Forced to provide her own money for all her needs, Karla worked after school every night at a local restaurant, and as a baby sitter on weekends. One of the fathers she worked for returned, alone and too early, on a hot summer night. He'd been to a party, and had been drinking. He was a man she'd liked, a handsome man she'd found herself fantasising about from time to time. When he crossed the room to stand near her on that sultry summer night, his attention flattered her, despite the stink of stale wine on his breath and the glazed stare in his eyes. He touched her shoulder, and she smiled. It was her last smile for a very long time.

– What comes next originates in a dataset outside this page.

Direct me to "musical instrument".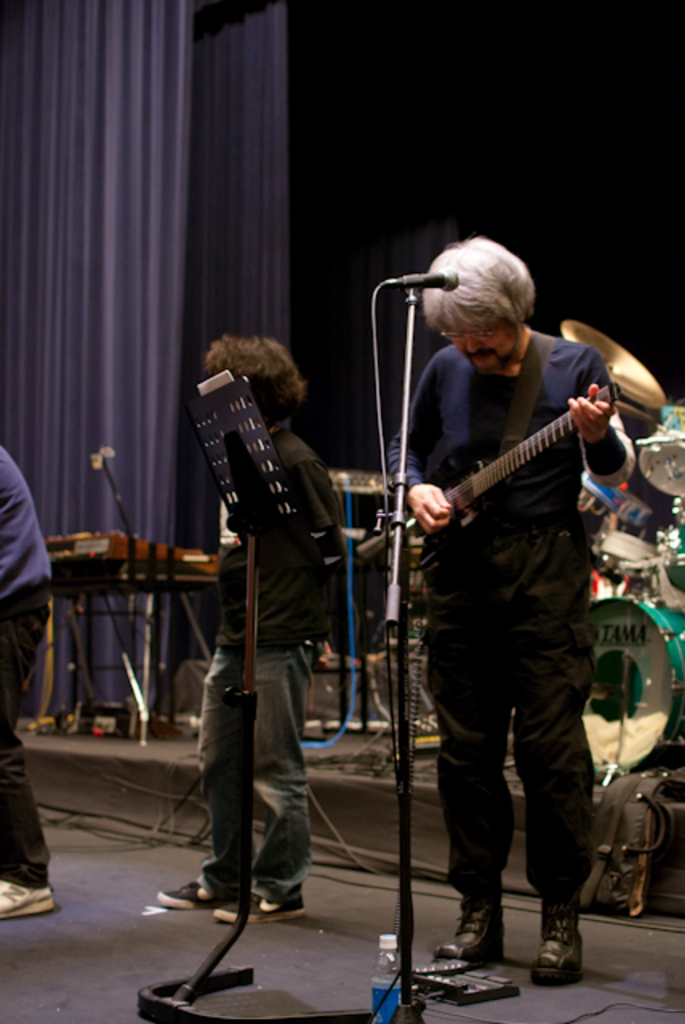
Direction: [left=629, top=496, right=679, bottom=605].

No-one but Karla called it rape. He said that Karla had led him on, and Karla's aunt took his part. The fifteen-year-old orphan from Switzerland left her aunt's home, and never contacted her again. She moved to Los Angeles, where she found a job, shared an apartment with another girl, and began to make her own way. But after the rape, Karla lost the part of loving that grows in trust. Other kinds of love remained in her-friendship, compassion, sexuality-but the love that believes and trusts in the constancy of another human heart, romantic love, was lost.

She worked, saved money, and went to night school. It was her dream to gain a place at a university-any university, anywhere- and study English and German literature. But too much in her young life had been broken, and too many loved ones had died. She couldn't complete any course of study. She couldn't remain in any job. She drifted, and she began to teach herself by reading everything that gave her hope or strength.